Do This Quick (and Quiet) Circuit Workout When You Need a Break From Holiday Family Gatherings


The holidays are all about relaxing, relaxing, and eating your weight in reindeer cookies. Your fitness goals can wait until the new year. But if you're trapped in a house where someone just said “well, actually” for the third time in ten minutes, and you need to escape to your old bedroom before you say something you'll regret—here's a quick (and quiet) bodyweight workout you can do while surrounded by your school trophies.

Circuit training

These are my favorite exercises for beginners to effectively blow off steam. Hope you have a place next to your single bed.

Tactical push-ups with a closed door (10-15 reps)

These are classic push-ups, but you listen carefully to the steps. Will someone come and ask why you ran away from the living room? This adds an element of anxious anticipation that really engages your core. Make adjustments on your knees if necessary.

Squats out of spite (20 reps)

Do a few deep squats, mentally composing the perfect rebuttal that you will never say. Feel the burn in your quadriceps and your restraint. Make sure you push your hips back until your thighs are parallel to the floor, trying to keep your knees bent at a 90-degree angle and in line with your toes. Bonus points if you can do it quietly enough that no one downstairs will hear the creaking floorboards.

Frustration Lunges (10 per leg)

Jump off the bed onto the old dresser (the one that's still covered in stickers, right?). Consider each attack as a point in an argument that you nobly choose not to voice. You don't avoid conflict; you become a bigger person. And strengthen your buttocks!

Remember: When you lunge, keep your front knee over your ankle, not over your toes. Keep your torso upright and core tight.

Diplomatic bar (30-60 seconds)

Keep it up by reflecting on how you became the most emotionally mature person in your family. It's harder than it seems, both physically and existentially. If you need to fall to your knees after 20 seconds, that's okay—you're still doing better than the conversation below. My main tip for keeping your body in a straight line is to engage your glutes more than you think.

What are your thoughts so far?

Passive-aggressive climbers (30 seconds)

Fast, quiet climbers that allow you to blow off steam without making enough noise to alert anyone that you're angry—leave the family gathering. Imagine running away from a discussion, but in place, silently, on the floor of your childhood.

Peacemaker Glute Bridges (15-20 reps)

Lie on your back (hey, you're already thinking about taking a nap anyway), straighten your legs and lift your hips. Every bridge is your rise above the drama. You are literally elevating yourself. Metaphorically and gluteal.

Zen bicycle crunches (20 total)

Finish with bicycle crunches, imagining that you are pedaling to get away from this whole situation. Alternately move your elbow to the opposite knee and find the center.

Cool down

Sit on the edge of your too-small bed, breathing deeply, feeling like a virtuous exercise and only slightly guilty for abandoning your family. Check your phone. Consider going back down. Hear a raised voice mention “fake news,” “snowflake,” or whatever it is today. Do another round.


• What the task requires
Give back every record exactly as written.

• Exercise inputs

* * * * *

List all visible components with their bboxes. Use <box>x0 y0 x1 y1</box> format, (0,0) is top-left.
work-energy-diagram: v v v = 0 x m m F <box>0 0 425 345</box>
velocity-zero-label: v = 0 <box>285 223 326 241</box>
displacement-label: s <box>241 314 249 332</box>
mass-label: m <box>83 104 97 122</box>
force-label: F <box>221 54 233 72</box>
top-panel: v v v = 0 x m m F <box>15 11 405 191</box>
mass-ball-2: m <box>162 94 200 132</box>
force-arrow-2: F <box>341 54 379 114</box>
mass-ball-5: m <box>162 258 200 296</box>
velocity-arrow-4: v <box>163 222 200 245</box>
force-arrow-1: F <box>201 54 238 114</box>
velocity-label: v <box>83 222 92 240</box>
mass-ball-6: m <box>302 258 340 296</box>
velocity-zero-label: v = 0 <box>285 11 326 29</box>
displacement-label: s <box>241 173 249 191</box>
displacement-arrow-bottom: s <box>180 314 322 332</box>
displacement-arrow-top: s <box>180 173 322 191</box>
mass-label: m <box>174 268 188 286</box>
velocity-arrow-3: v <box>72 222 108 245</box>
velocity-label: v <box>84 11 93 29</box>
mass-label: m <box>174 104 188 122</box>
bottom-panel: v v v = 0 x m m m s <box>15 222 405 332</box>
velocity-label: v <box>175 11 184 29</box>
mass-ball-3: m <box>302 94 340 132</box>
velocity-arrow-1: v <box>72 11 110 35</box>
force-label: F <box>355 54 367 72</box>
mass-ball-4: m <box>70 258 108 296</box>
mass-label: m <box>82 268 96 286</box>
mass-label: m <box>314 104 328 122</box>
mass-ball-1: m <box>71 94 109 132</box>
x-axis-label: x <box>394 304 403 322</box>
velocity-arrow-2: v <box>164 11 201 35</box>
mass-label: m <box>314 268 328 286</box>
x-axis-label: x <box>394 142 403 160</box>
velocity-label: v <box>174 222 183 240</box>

* * * * *

• Exercise output
List all visible components with their bboxes. Use <box>x0 y0 x1 y1</box> format, (0,0) is top-left.
work-energy-diagram: v v v = 0 x m m F <box>0 0 425 345</box>
velocity-zero-label: v = 0 <box>285 223 326 241</box>
displacement-label: s <box>241 314 249 332</box>
mass-label: m <box>83 104 97 122</box>
force-label: F <box>221 54 233 72</box>
top-panel: v v v = 0 x m m F <box>15 11 405 191</box>
mass-ball-2: m <box>162 94 200 132</box>
force-arrow-2: F <box>341 54 379 114</box>
mass-ball-5: m <box>162 258 200 296</box>
velocity-arrow-4: v <box>163 222 200 245</box>
force-arrow-1: F <box>201 54 238 114</box>
velocity-label: v <box>83 222 92 240</box>
mass-ball-6: m <box>302 258 340 296</box>
velocity-zero-label: v = 0 <box>285 11 326 29</box>
displacement-label: s <box>241 173 249 191</box>
displacement-arrow-bottom: s <box>180 314 322 332</box>
displacement-arrow-top: s <box>180 173 322 191</box>
mass-label: m <box>174 268 188 286</box>
velocity-arrow-3: v <box>72 222 108 245</box>
velocity-label: v <box>84 11 93 29</box>
mass-label: m <box>174 104 188 122</box>
bottom-panel: v v v = 0 x m m m s <box>15 222 405 332</box>
velocity-label: v <box>175 11 184 29</box>
mass-ball-3: m <box>302 94 340 132</box>
velocity-arrow-1: v <box>72 11 110 35</box>
force-label: F <box>355 54 367 72</box>
mass-ball-4: m <box>70 258 108 296</box>
mass-label: m <box>82 268 96 286</box>
mass-label: m <box>314 104 328 122</box>
mass-ball-1: m <box>71 94 109 132</box>
x-axis-label: x <box>394 304 403 322</box>
velocity-arrow-2: v <box>164 11 201 35</box>
mass-label: m <box>314 268 328 286</box>
x-axis-label: x <box>394 142 403 160</box>
velocity-label: v <box>174 222 183 240</box>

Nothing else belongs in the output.